Jo Reed: Well, share that….

C. Brian Williams: So, we worked with this amazing scholar, Dr. David Pleasant, who actually introduced these concepts to us. He introduced us to the Stono Rebellion of 1739, a fascinating movement by Africans in colonial America fighting against the injustices of slavery. It is said that they used their drums as a means to call the community to action, to protest and fight. The rebellion was eventually stopped, it didn’t last that long, but it sparked the Negro Act of 1740, and in this act, Africans lost the right to read, to gather in groups above seven, to travel, to write, and for us in Step Afrika! in particular, this is so important, to use their drums. We believe that when Africans lose a right to use their drum, when the drum is made an illegal weapon on the American plantation, that Africans begin to reinterpret those rhythms into the body, and those bodies begin to in-- those rhythms begin to enter the body and play themselves out into the many artforms that we know and love today. So the ring shout, which is one of those first traditions that’s developed post, we say, the loss of the drum. Pattin’ Juba hambone, that uniquely African American tradition. Tapping, which, of course, has ties to Irish step dancing and Appalachian clogging. African American tap, and then, stepping, which we consider to be the latest in a line of body percussive dance forms in African American communities. So this research really ties us to some fascinating moments in American history, and in our new work that we’re actually touring the country with right now, “Drumfolk” is actually based on those two historical events, the Stono Rebellion of 1739 and the Negro Act of 1740. So we’re really excited to share this history. But I will say there’s so much more work to be done in this area.

Jo Reed: Yeah, I would agree, and I saw “Drumfolk” and it was an extraordinary evening of theater, so thank you for that.

C. Brian Williams: Thank you.

Jo Reed: Stepping is a rather new artform, still evolving, very much tied to African American fraternities and sororities. What are your thoughts about why it began?

C. Brian Williams: Think about African Americans in the early 1900s, very different time in American history. About 30 to 40 years after the end of slavery in the country, they're starting to enter American life, but they’re clearly not welcome fully, right? They’re allowed to go to school, but they’re not allowed to fully participate in student life. So I can imagine they see these white students in fraternities and sororities, and they decide to-- “Since we aren’t welcome fully into those spaces, we must create our own.” So we create our own safe space, these fraternities and sororities, on campuses. I will say that they were started, my fraternity, Alpha Fraternity Incorporated, was started at Cornell University in 1906, right? So it’s African Americans on largely white spaces, trying to create some safe space for themselves. So the fraternity becomes that and then the movement spreads amongst the community to-- other college students begin to start their own. So it’s really interesting studying the development of black fraternalism. So they create these safe spaces to support the students academically, socially, and they built these groups to serve the community outside of themselves. So community service is very much tied to African American fraternalism, and then stepping becomes this artistic byproduct of this movement, right? It’s not the reason that they joined, the reason they joined is for academic support, moral support, etc. But then stepping becomes a way that they express this collective bond that they have now created for themselves with the broader community. So it really is a wonderful story in terms of African Americans coming together for a larger purpose, in a challenging, somewhat hostile environment, and then creating unique ways to share that love with a larger community. So, I mean, I really love this form. It deserves so much more research and study in terms of the development of it. So it’s just a lot <laughs> to consider.

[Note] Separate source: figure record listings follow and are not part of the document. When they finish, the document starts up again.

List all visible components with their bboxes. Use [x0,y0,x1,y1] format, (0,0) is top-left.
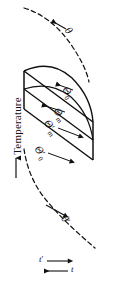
lower-theta-prime-arrow [46,205,64,215]
time-axis-arrows [44,261,68,271]
y-axis-label: Temperature [11,78,23,174]
thetam-prime-arrow [58,128,79,136]
upper-dashed-curve [24,8,89,82]
label-t-prime: t′ [39,255,43,264]
theta0-prime-arrow [48,153,70,161]
temperature-time-diagram: Temperature θ Θ0 Θm Θ′m Θ′0 θ′ t′ t [0,0,118,283]
label-t: t [71,265,74,274]
lower-dashed-curve [24,149,95,248]
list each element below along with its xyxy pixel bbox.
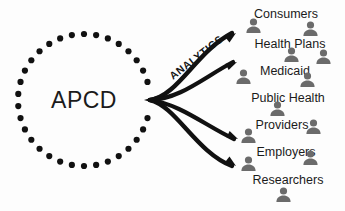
ring-dot <box>134 57 140 63</box>
audience-label-consumers: Consumers <box>254 7 318 21</box>
person-icon <box>240 128 257 143</box>
ring-dot <box>125 48 131 54</box>
ring-dot <box>15 91 21 97</box>
ring-dot <box>105 158 111 164</box>
arrow-origin-wedge <box>144 95 160 105</box>
ring-dot <box>81 31 87 37</box>
diagram-canvas: APCD ANALYTICS ConsumersHealth PlansMedi… <box>0 0 345 211</box>
audience-label-researchers: Researchers <box>253 173 324 187</box>
person-icon <box>302 21 319 36</box>
ring-dot <box>22 67 28 73</box>
ring-dot <box>93 162 99 168</box>
person-icon <box>302 150 319 165</box>
ring-dot <box>144 79 150 85</box>
ring-dot <box>116 153 122 159</box>
ring-dot <box>46 153 52 159</box>
person-icon <box>245 18 262 33</box>
ring-dot <box>28 57 34 63</box>
ring-dot <box>28 137 34 143</box>
ring-dot <box>46 41 52 47</box>
person-icon <box>275 187 292 202</box>
person-icon <box>315 49 332 64</box>
audience-label-public-health: Public Health <box>251 91 325 105</box>
ring-dot <box>69 162 75 168</box>
ring-dot <box>15 103 21 109</box>
ring-dot <box>57 158 63 164</box>
ring-dot <box>144 115 150 121</box>
ring-dot <box>125 146 131 152</box>
ring-dot <box>36 146 42 152</box>
ring-dot <box>17 79 23 85</box>
ring-dot <box>36 48 42 54</box>
ring-dot <box>116 41 122 47</box>
ring-dot <box>134 137 140 143</box>
ring-dot <box>140 67 146 73</box>
ring-dot <box>69 32 75 38</box>
person-icon <box>283 47 300 62</box>
ring-dot <box>17 115 23 121</box>
person-icon <box>240 156 257 171</box>
ring-dot <box>57 35 63 41</box>
person-icon <box>269 101 286 116</box>
ring-dot <box>140 126 146 132</box>
person-icon <box>235 69 252 84</box>
person-icon <box>305 119 322 134</box>
person-icon <box>299 72 316 87</box>
ring-dot <box>93 32 99 38</box>
audience-label-providers: Providers <box>256 118 309 132</box>
apcd-label: APCD <box>51 87 117 114</box>
ring-dot <box>81 163 87 169</box>
ring-dot <box>22 126 28 132</box>
ring-dot <box>105 35 111 41</box>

Jo Reed: Yeah, it is a lot. It also strikes me as intrinsically celebratory and a way of asserting this is who we are.

C. Brian Williams: Oh yeah, without question. Stepping is a very aggressive form, I like to say, and assertive is another good word for that, clearly, very powerful, very proud. I mean, and what I also love about it is-- intrinsically, African Americans were basically working to reclaim the drum, and I wonder if we were aware of that in developing these body percussive traditions. So for me, it talks a lot about the development of African American culture in general, the transformation of language, and who Africans were before they even arrived on these shores, and then what they became through their experience here over the course of 200, 300 years, and what we see and witness today, you know?

Jo Reed: What always strikes me with traditional art most particularly is the history it contains if you can look deep enough and long enough.

C. Brian Williams: Exactly, and that’s why I'm such a huge fan of the traditional arts and folkloric arts. This honor means a lot to me, the National Heritage Fellow, because this is a part of our country’s heritage and when you study the tradition of stepping, which leads to the tradition of fraternities and sororities and the development of these organizations, and what they have done in terms of serve as a space for the development of African American leadership, you can learn so much more just by accessing the artform of stepping. So the form introduces you to the development of a culture, of a subset of a culture, as well. That’s for all the fellows and the forms they represent, they tell us so much about the American story, and all its many, many faces.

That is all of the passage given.